Director Tells a Thing or Two About Diaz

ByABC News
March 11, 2001, 7:30 PM

March 9 -- In Things You Can Tell Just by Looking at Her, Charlie's Angels hottie Cameron Diaz plays against type as Carol, a frumpy blind woman who has trouble getting dates.

"She prepared [for the role by going to the] Braille Institute [and] walking around blindfolded," recalls director Rodrigo Garcia. "I remember she had to go to the bathroom. She kept her blindfold on and went there and peed and washed her hands. I can imagine what that was like for some other woman, to find Cameron Diaz blindfolded, peeing in the stall next to you!"

Her character is just one of the five San Fernando Valley women whose lives overlap in unexpected ways in the ensemble film. Glenn Close plays an emotionally frozen woman taking care of her invalid mother, while Calista Flockhart plays a spacey Tarot card reader and Holly Hunter an uptight businesswoman with an unwanted pregnancy.

Despite its A-list cast, Things never made it to the big screen. Instead, it's debuting this Sunday on Showtime, where it won't get lost in the cineplex shuffle.

First-time director Garcia tells Mr. Showbiz that he found being surrounded by the crème de la crème of Hollywood's female acting pool somewhat unsettling. "I was terrified!" he admits.

Garcia, who is the son of Pulitzer Prize-winning novelist Gabriel Garcia Marquez, has worked for 18 years as a cinematographer on such films as Four Rooms and Mi Vida Loca. The experience hasn't calmed his nerves much, though.

"I was certainly nervous about facing Glenn on the first day," says Garcia. "But apart from being very friendly and funny, she was good. I discovered that [with actresses of this caliber] there isn't so much of a need to direct that much."

In one of the film's other vignettes, Kathy Baker's character, a frustrated children's author, falls for an incredibly charming new neighbor named Albert (Danny Woodburn) who just happens to be a dwarf.

As much as anything in the film, this segment perhaps best sums up the truth behind the film's title: "You never know about people's lives, " says Garcia. "What you can see doesn't help you to understand."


▶ **Exercise details**
The lines in the listing below are to be given again exactly, starting at the line holding "Find the location of a particular element." and ending at the line holding "pyautogui.click(x=<x>, y=<y>)". Do not include pictures.

▶ **Data provided**
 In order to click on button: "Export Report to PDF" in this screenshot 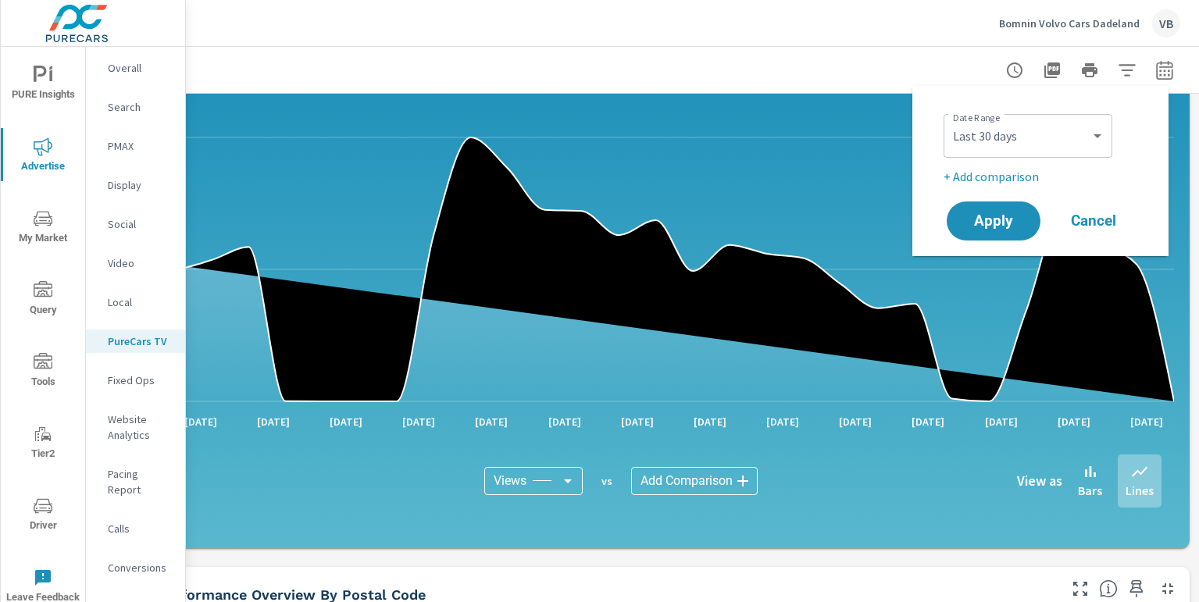, I will do `click(1052, 70)`.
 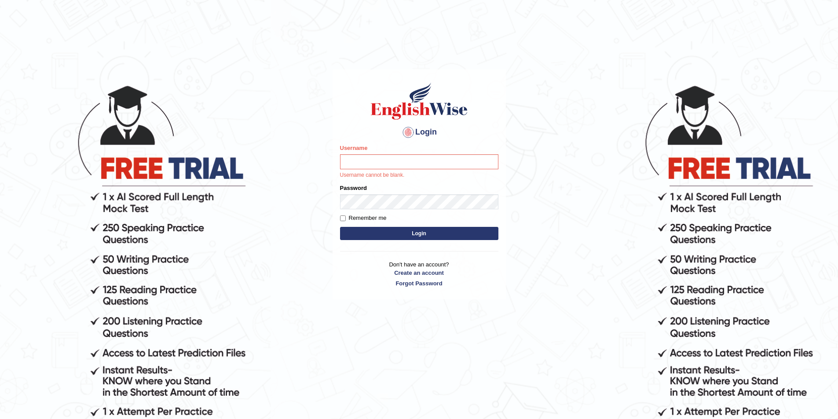 What do you see at coordinates (419, 274) in the screenshot?
I see `p: Don't have an account?` at bounding box center [419, 274].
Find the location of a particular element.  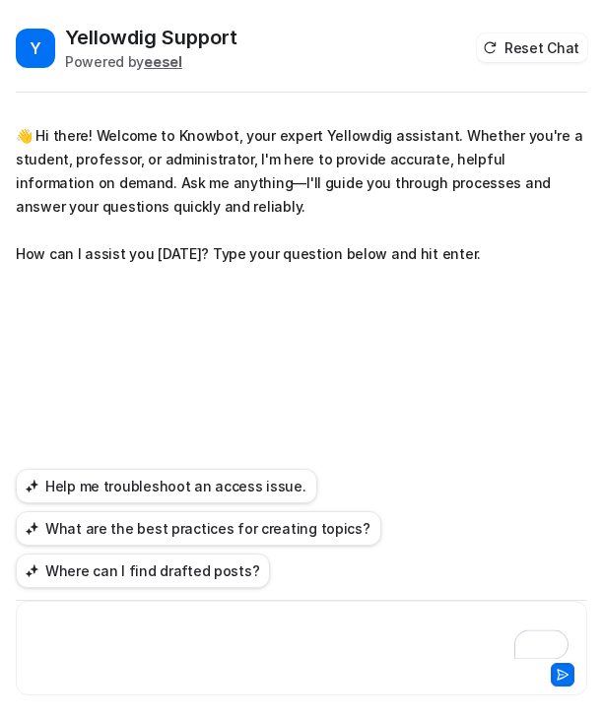

button: Reset Chat is located at coordinates (532, 47).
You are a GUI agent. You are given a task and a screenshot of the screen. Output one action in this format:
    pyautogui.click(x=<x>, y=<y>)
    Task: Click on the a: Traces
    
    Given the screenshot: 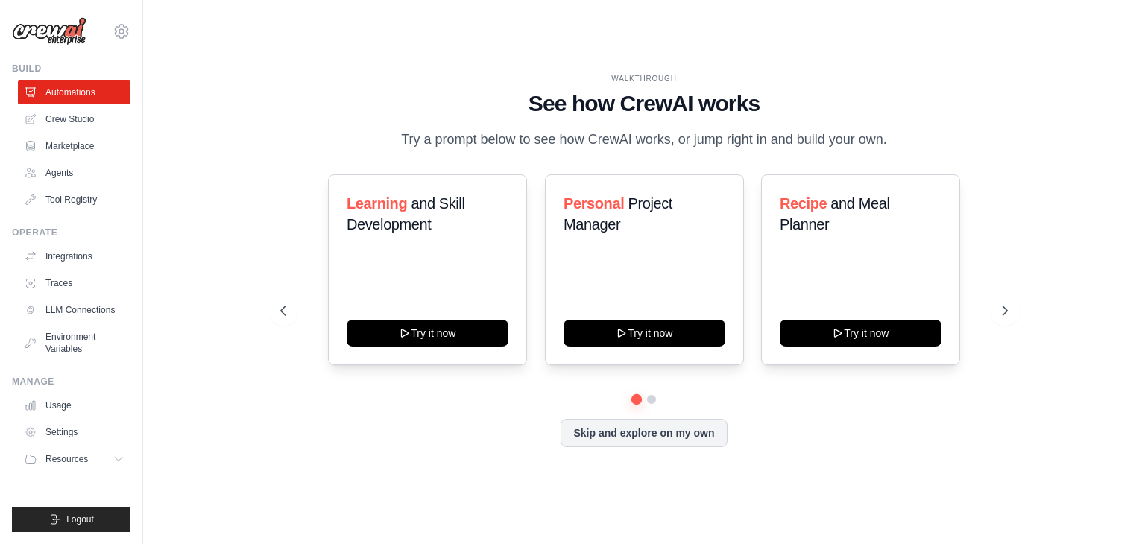 What is the action you would take?
    pyautogui.click(x=74, y=283)
    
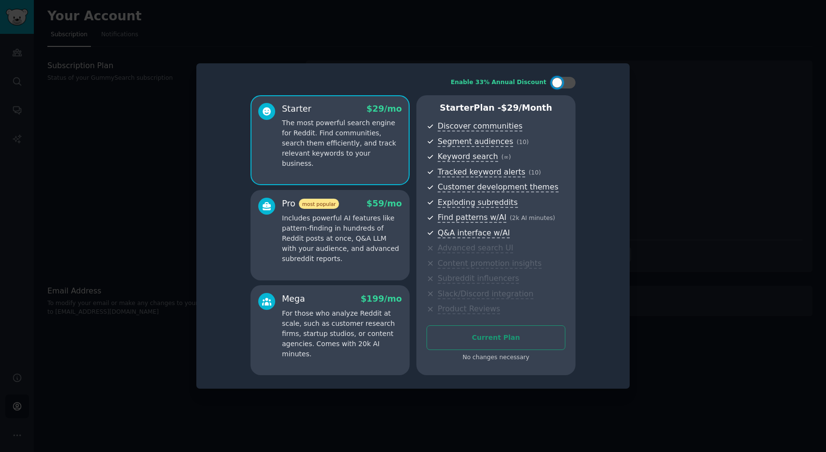 This screenshot has width=826, height=452. I want to click on div: No changes necessary, so click(496, 358).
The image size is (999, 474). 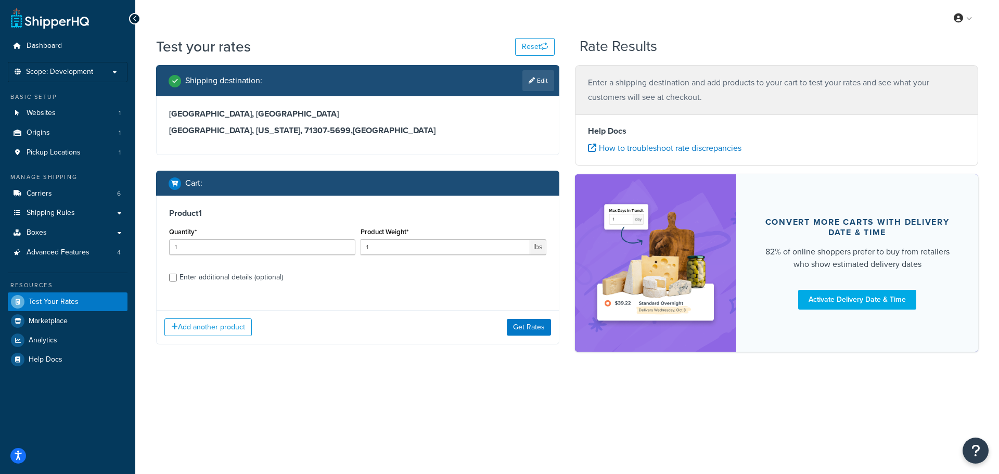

▶ **Reply to the task**
Find the location of a particular element.  

button: Reset Chat is located at coordinates (532, 47).
You are a GUI agent. You are given a task and a screenshot of the screen. Output one action in this format:
    pyautogui.click(x=<x>, y=<y>)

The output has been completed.